Gazella lævipes, Brooke, P. Z. S. 1873, p. 541 (nec Sund.).
Vernacular Name:—Tel-badu in Tigré (Heuglin).
Height at withers about 27 inches. General colour deep sandy. Central facial band but little more rufous than the back; no black patch on muzzle. Light facial streak scarcely or not perceptible on sides of muzzle; the area round the eye dull whitish, not sharply defined. Back of ears scarcely lighter than nape. Light lateral band present, not strongly defined. Dark lateral band black, strongly marked, though narrower than in G. thomsoni; a sandy line present between it and the white of the belly. No dark pygal band. Tail sandy at base, the remainder black. Knee-brushes present, dark sandy.
Horns not, or little, longer than the head, lyrate, parallel at base, curving outwards above and then abruptly twisted inwards towards each other at the tip, the ends each forming a sharp hook, similar to that found in G. soemmerringi, but even more strongly bent inwards.

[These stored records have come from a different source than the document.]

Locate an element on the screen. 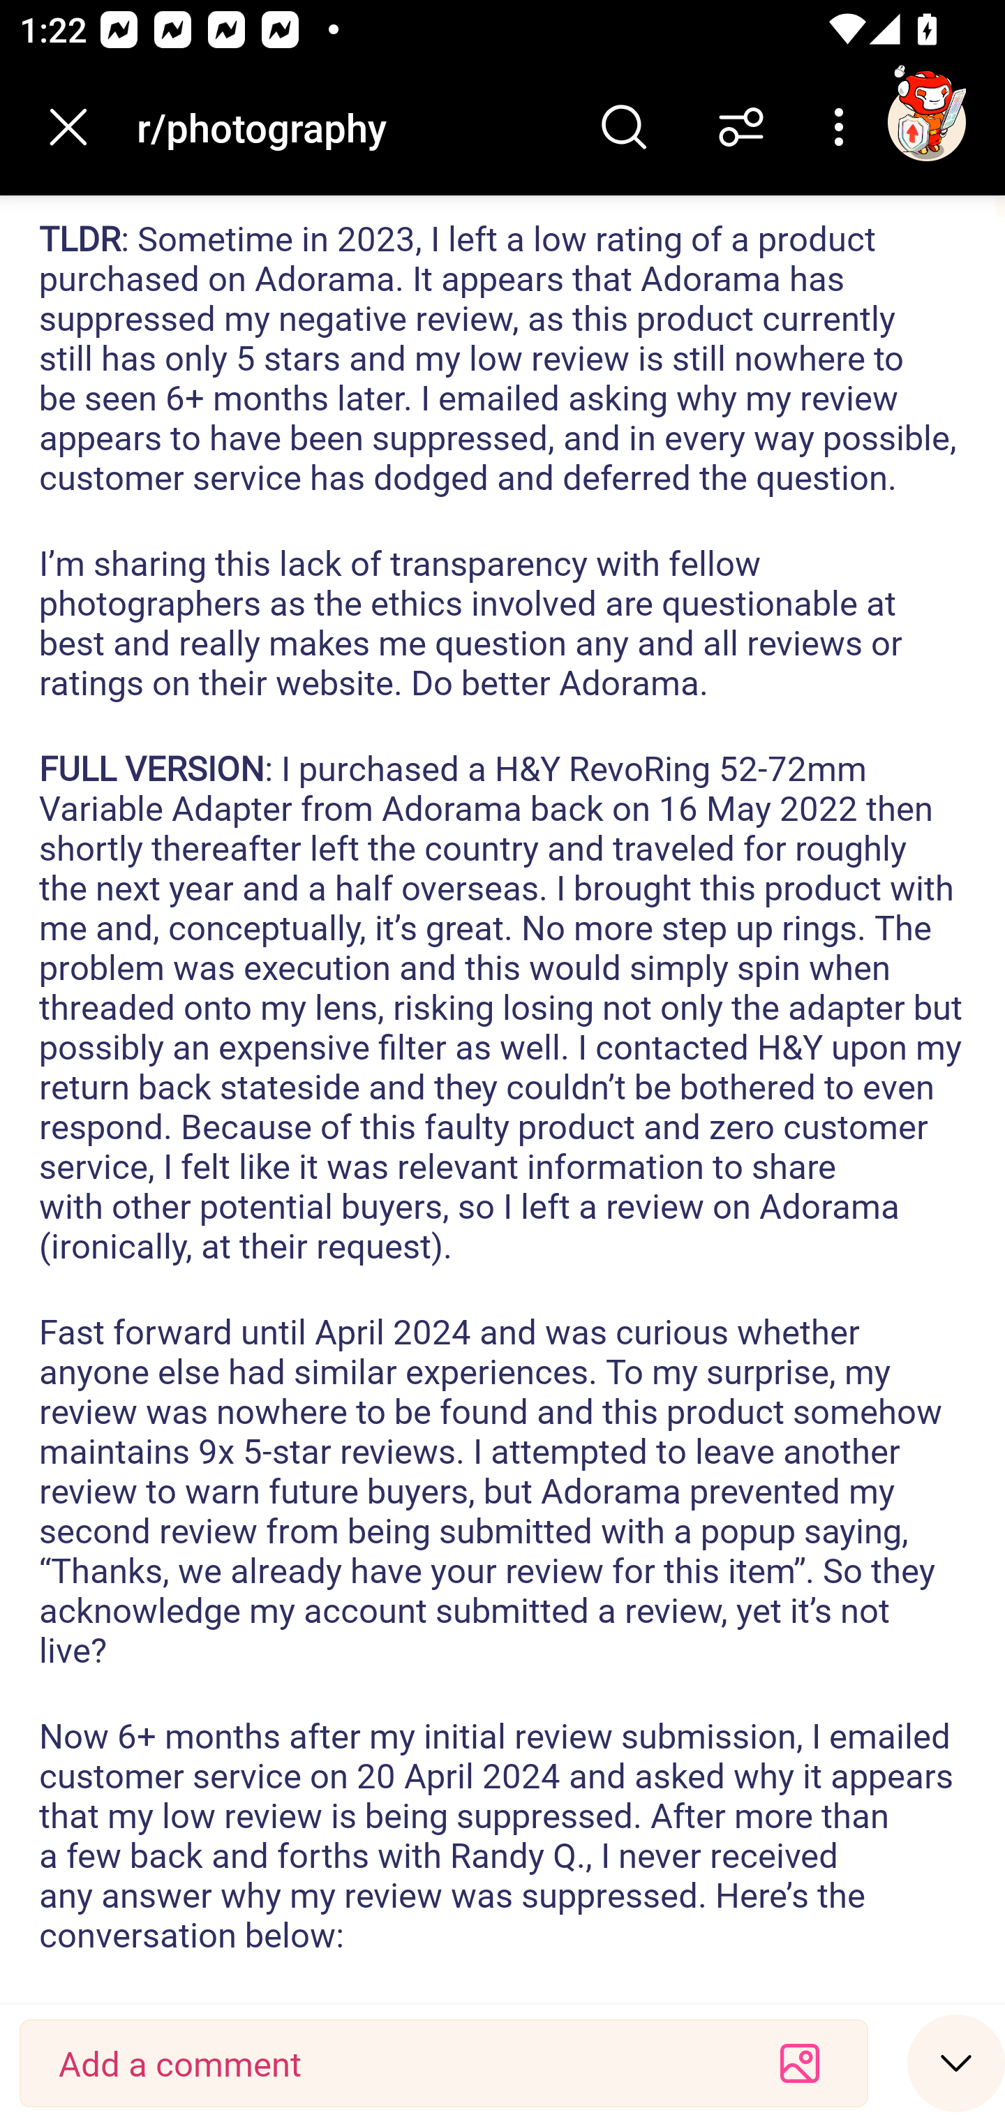 The height and width of the screenshot is (2122, 1005). Back is located at coordinates (68, 127).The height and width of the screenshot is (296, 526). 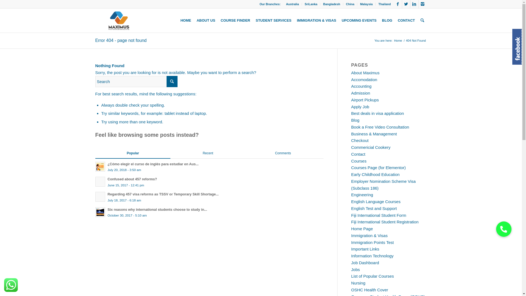 What do you see at coordinates (360, 107) in the screenshot?
I see `Apply Job` at bounding box center [360, 107]. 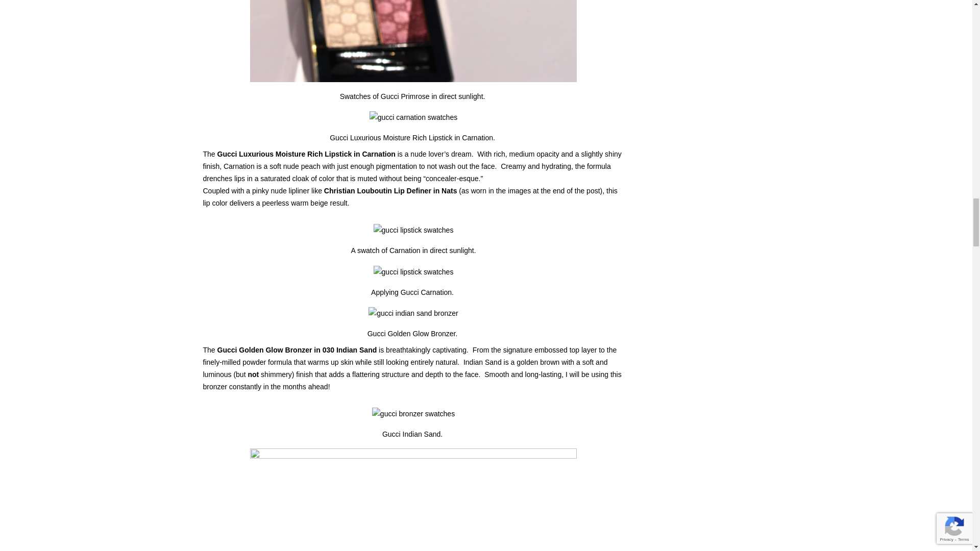 I want to click on gucci carnation, so click(x=414, y=117). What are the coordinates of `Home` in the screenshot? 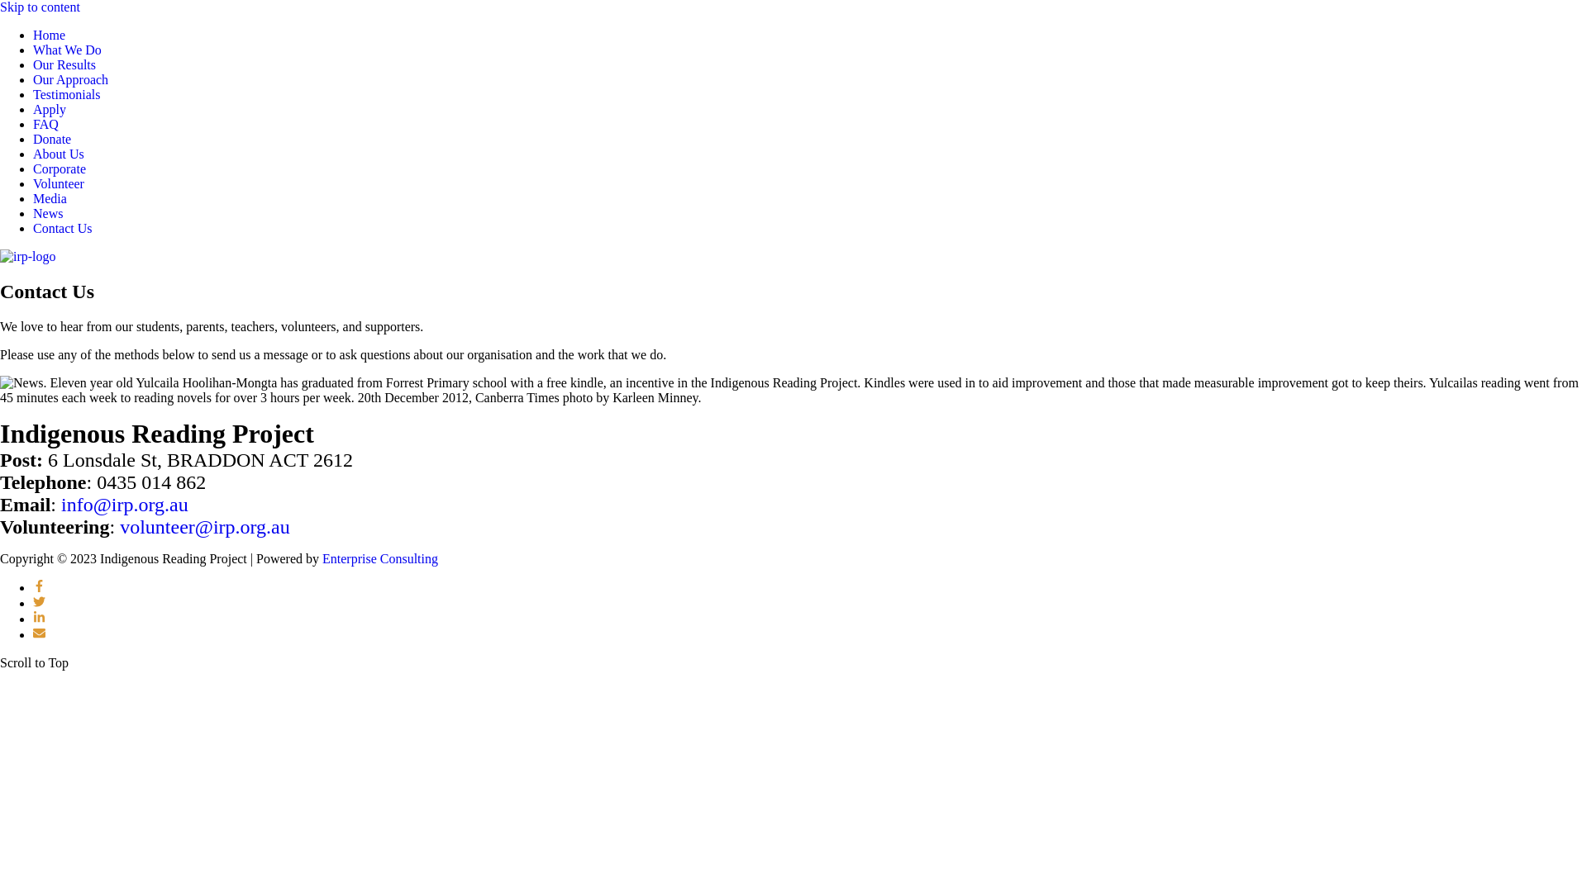 It's located at (50, 35).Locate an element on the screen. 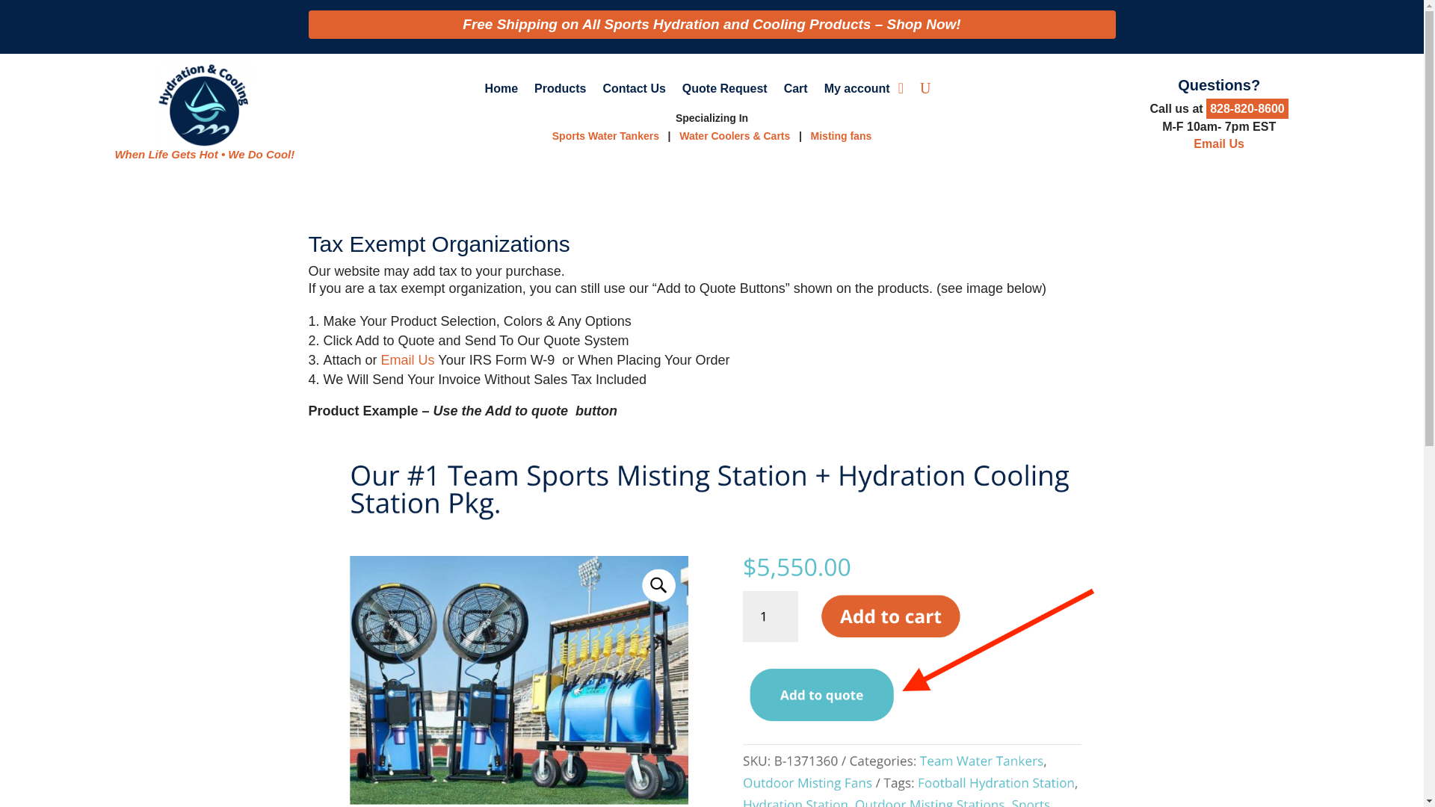 The height and width of the screenshot is (807, 1435). Sports Water Tankers is located at coordinates (605, 136).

Hab. Bogosland, North-east Africa.
Fig. 71. Fig. 72.
Heads of Heuglin’s Gazelle, ♂ & ♀.
(From specimens in B. M.)
What little we know of this Gazelle is chiefly due to the researches of the late Baron Theodor von Heuglin, an energetic collector and observer of the Mammals and Birds of North-eastern Africa, whose name we have already had frequent occasion to mention in the pages of this work. In the absence of any better designation, we have selected “Heuglin’s Gazelle” as its English name, which is so far applicable that, besides being its first describer, Heuglin is the only naturalist that has recorded observations on it as met with in its native wilds. Heuglin passed several months in the fertile territory of Bogos, north of Abyssinia (now, we believe, included in the Italian colony of “Eritrea”), when attached to the German expedition sent out in search of the much-lamented traveller Dr. Eduard Vogel. He thoroughly explored this country, which is traversed by the River Anseba, and discovered many new birds and mammals, which were subsequently described in his various works. Amongst the mammals was the present species of Gazelle, which he met with only “on the bushy plains round Ain-Saba from 3000 to 5000 feet above the sea-level, in small families of from three to six individuals.” In his original description Heuglin called this Gazelle Antilope melanura, but subsequently altered its specific name to “tilonura,” there having been already an Antilope melanura of Bechstein, which term is, however, a useless synonym of the Oribi (Ourebia scoparia). We have not been able to discover what the term “tilonura” means, but follow the change, which has been adopted by Sir Victor Brooke and other authors.